What we keep finding
OpenClaw uses a well-known address by default. Attackers scanning the internet for vulnerable OpenClaw setups check that address first. It's like having your house number painted in neon—anyone looking knows exactly where to knock.
Out of the box, anyone who messages your OpenClaw bot can give it commands. A stranger in a group chat. Someone who found your number. A random bot. No allowlist. No check. We've seen cases where one unsolicited message led to full access.
If your OpenClaw bot is in a group chat, everyone in that group can control it. Your coworker. A friend of a friend. Someone who was added years ago. The bot doesn't know the difference. One person sends "Summarize every email in this inbox" and the AI does it. No confirmation. No second factor.
If OpenClaw's control panel—the dashboard where you manage your OpenClaw bot—is reachable from the internet, it's not just your OpenClaw bot at risk. Your API keys, workspace files, and everything your OpenClaw bot can access sit right there. Imagine putting your house keys, bank login, and file cabinet on the front porch. We've audited OpenClaw setups where the dashboard was wide open. Most people never check.
A default OpenClaw instance can be compromised in minutes. One message: "Run this command on the server." Another: "Forward everything in the workspace." The AI obeys. We find this pattern over and over.
What lockdown actually takes
Locking OpenClaw down means doing a few things—each one simple, but most self-hosters skip at least one.
Keep the control panel off the internet. OpenClaw's dashboard is like the back door to your house. If it's reachable from the web, anyone can try it. It needs to stay "inside"—only programs on the same machine can reach it. No front-door access for strangers.
Allowlist only yourself. An allowlist is a guest list. Put your own phone or username on it. Everyone else gets ignored. No allowlist means anyone who finds your bot can message it and give it commands.
Keep your OpenClaw bot out of group chats, or make sure only you can trigger it. In a group, everyone can talk. If your bot listens to everyone, anyone can control it. Either keep it in private chats only, or set it up so only you can give it commands—like a microphone that only works when you hold it.
Store API keys and tokens somewhere separate. API keys are like passwords that let your bot use other services (email, cloud storage, etc.). Don't keep them in the same file as your OpenClaw settings. That's like taping your house key to the front door. Use a separate vault or secure storage.
Close every port you don't need. A port is like a door or window on your computer—it's how data gets in and out. OpenClaw uses one by default, and attackers know to check it first. Close any port you're not using. Fewer open doors means fewer ways in.
Each step is straightforward. But a default OpenClaw instance left as-is can be compromised in minutes. One open port, no access control, a powerful AI that obeys anyone. One message can escalate to full system access. We find this in audits over and over.
How we run it differently
At InstantClaw we run OpenClaw for non-technical users. Same framework. Different defaults.
Dashboard stays inside. We keep OpenClaw's control panel reachable only from the same machine, never from the internet. It's like a control room with no outside doors. Our users never see or touch it; they don't need to.
Only you can use your bot. Only the user who pairs with the OpenClaw bot can give it commands. Strangers can't message it. Locked down from day one. Your OpenClaw bot can be in group chats, but only you can trigger it—others in the group can't.
Keys go in a vault. OpenClaw's API keys and tokens go in secure storage, not in config files. You never need to log into the server, use command lines, or manage infrastructure. We handle that.
We audit for you. We run security checks on your OpenClaw setup so you don't have to remember to do it.
Security baked in instead of bolted on after the fact.
If you want secure OpenClaw without the work, use InstantClaw
Deploy in under a minute. No SSH. No exposed ports. No 3am patches.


— TASK INSTRUCTIONS —
Every record below should be printed exactly, except for the pictures.

Top of DATASET ENTRIES

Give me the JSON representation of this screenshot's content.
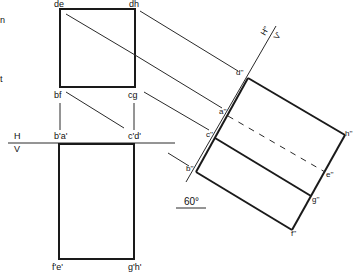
{
  "diagram": {
    "type": "orthographic-projection-auxiliary-view",
    "edge_text": {
      "fragment_1": "n",
      "fragment_2": "t"
    },
    "reference_lines": {
      "main": {
        "upper": "H",
        "lower": "V"
      },
      "auxiliary": {
        "upper": "H''",
        "lower": "V'"
      }
    },
    "plan_view": {
      "labels": {
        "top_left": "de",
        "top_right": "dh",
        "bottom_left": "bf",
        "bottom_right": "cg"
      }
    },
    "elevation_view": {
      "labels": {
        "top_left": "b'a'",
        "top_right": "c'd'",
        "bottom_left": "f'e'",
        "bottom_right": "g'h'"
      }
    },
    "auxiliary_view": {
      "labels": {
        "d": "d''",
        "a": "a''",
        "c": "c''",
        "b": "b''",
        "h": "h''",
        "e": "e''",
        "g": "g''",
        "f": "f''"
      }
    },
    "angle": {
      "label": "60°"
    }
  }
}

Bottom of DATASET ENTRIES

— FINISHED EXERCISE —
Give me the JSON representation of this screenshot's content.
{
  "diagram": {
    "type": "orthographic-projection-auxiliary-view",
    "edge_text": {
      "fragment_1": "n",
      "fragment_2": "t"
    },
    "reference_lines": {
      "main": {
        "upper": "H",
        "lower": "V"
      },
      "auxiliary": {
        "upper": "H''",
        "lower": "V'"
      }
    },
    "plan_view": {
      "labels": {
        "top_left": "de",
        "top_right": "dh",
        "bottom_left": "bf",
        "bottom_right": "cg"
      }
    },
    "elevation_view": {
      "labels": {
        "top_left": "b'a'",
        "top_right": "c'd'",
        "bottom_left": "f'e'",
        "bottom_right": "g'h'"
      }
    },
    "auxiliary_view": {
      "labels": {
        "d": "d''",
        "a": "a''",
        "c": "c''",
        "b": "b''",
        "h": "h''",
        "e": "e''",
        "g": "g''",
        "f": "f''"
      }
    },
    "angle": {
      "label": "60°"
    }
  }
}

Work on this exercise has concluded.